I've been running Ubuntu 14.04 on my old Dell 6400 laptop with 2Gb RAM (max) with a small 60Gb HDD and Unity performance has been fine.
Last night I dropped in a 128Gb Adata SP600 SSD and installed 14.04 desktop (32 bit version). System boots up very fast, but Unity UI performance slowed to 'molasses': windows fade in and out really slow and when I play video in vlc player from my usb drive, its really choppy. Video played smooth and other wise just fine on the HDD.

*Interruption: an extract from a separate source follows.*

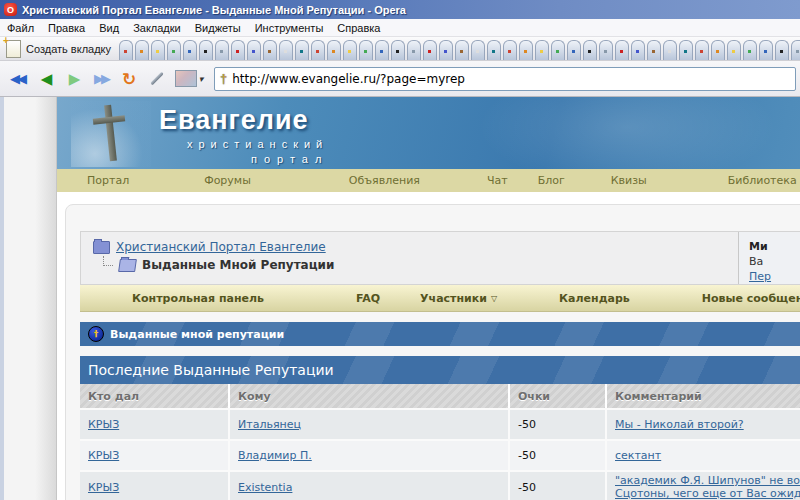 This screenshot has width=800, height=500. What do you see at coordinates (594, 298) in the screenshot?
I see `forum-menu-item: Календарь` at bounding box center [594, 298].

I've re-installed 14.04 several times on the SSD and still get the sluggish responsiveness from the UI. I'm going to try a my other SSDs to see if its the drive, but am wondering if anyone has any suggestions (like increasing swap size, etc.). Was really surprised to see performance get worse with an SSD!
Update #1
- /tmp and /var are both on /dev/sda1
- both drives have a 2Gb swap
- sudo hdparm -t /dev/sda test: SSD avg (n=5) = 111.88, HDD avg (n=5) = 39.41 Mb/sec
- variance was small between samples, so the SSD is roughly 3X faster the the HDD
- "latest" firmware on SSD is dated 2013-07-08
HDD is a 60Gb 5400rmp Seagate Momentus. Although SSD is pretty slow relative to the HDD, it is still roughly 3X faster. So hardware alone is probably not the reason the SSD is slower.
Next thing to try are the other optimizations. I'm not very optimistic, but hope I'm wrong.
Update #2
Cloned the Adata SSD to my SanDisk Extreme and saw the same sluggish performance. Next, I did these 9 optimizations:
- Made sure I installed all the latest updates.

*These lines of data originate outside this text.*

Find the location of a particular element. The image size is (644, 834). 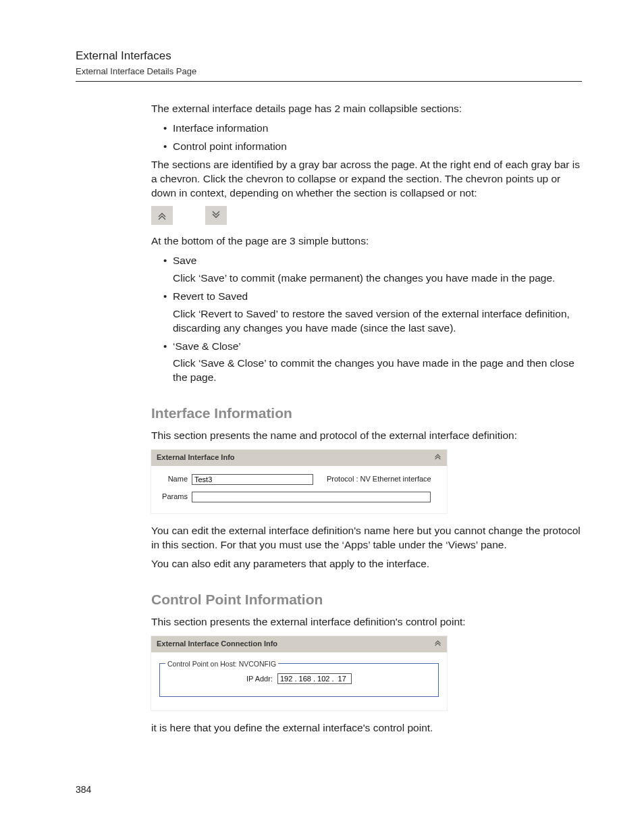

intro-para: The external interface details page has … is located at coordinates (367, 109). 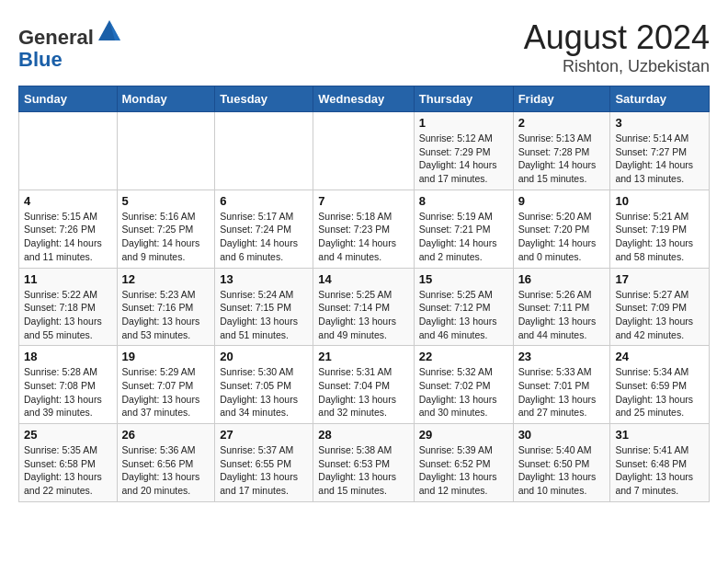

- Installed non-free drivers using sudo apt-get install linux-firmware-nonfree
- BIOS and UEFI: set it to AHCI - No option in my BIOS to do this, so had to skip
- Check for updated firmware - Adata firmware update tool doesn't work on Windows 7, so I'm stuck with firmware that came with the drive. Lesson: Avoid Adata drives if you're running Linux.

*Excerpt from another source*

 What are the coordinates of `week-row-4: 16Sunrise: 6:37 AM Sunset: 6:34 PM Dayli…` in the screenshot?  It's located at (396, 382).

- Swap: Install sets to 2Gb. Recommendation was 7% over-provisioning which would have been 9Gb for the 128Gb drive. Tried 2, 9 and 0 swap, but didn't see any difference in performance.
- Ext 4 was set up by default: verified in gparted
- Disabled the write action "access time stamp" by editing: /etc/fstab
- Enabled automatic TRIM by editing: /etc/rc.local
- Ran a manual trim executing: sudo fstrim -v /
- Set vm.swappiness=1 in /etc/sysctl.conf
reference: https://sites.google.com/site/easylinuxtipsproject/ssd
Video was still choppy.
@Ubuntu Fanatic: Yes, the laptop is older HW (purchased 2006) running on the older SATA bus and appears to be performing at expected speed. Other articles suggest removing the swap, so I booted to a gparted Live disk and removed the swap that the Ubuntu installer created (2Gb). Didn't expect to see a performance improvement and didn't, but should improve life of the drive.
@Mike Jr/Eric C.: I have integrated graphics on this ancient laptop. I'll try XUbuntu next, but for now, going back to the little spinner which was working just fine.
sudo hdparm -t /dev/hda
. Compare the performance data with the one for your old disk to determine if it's indeed slower.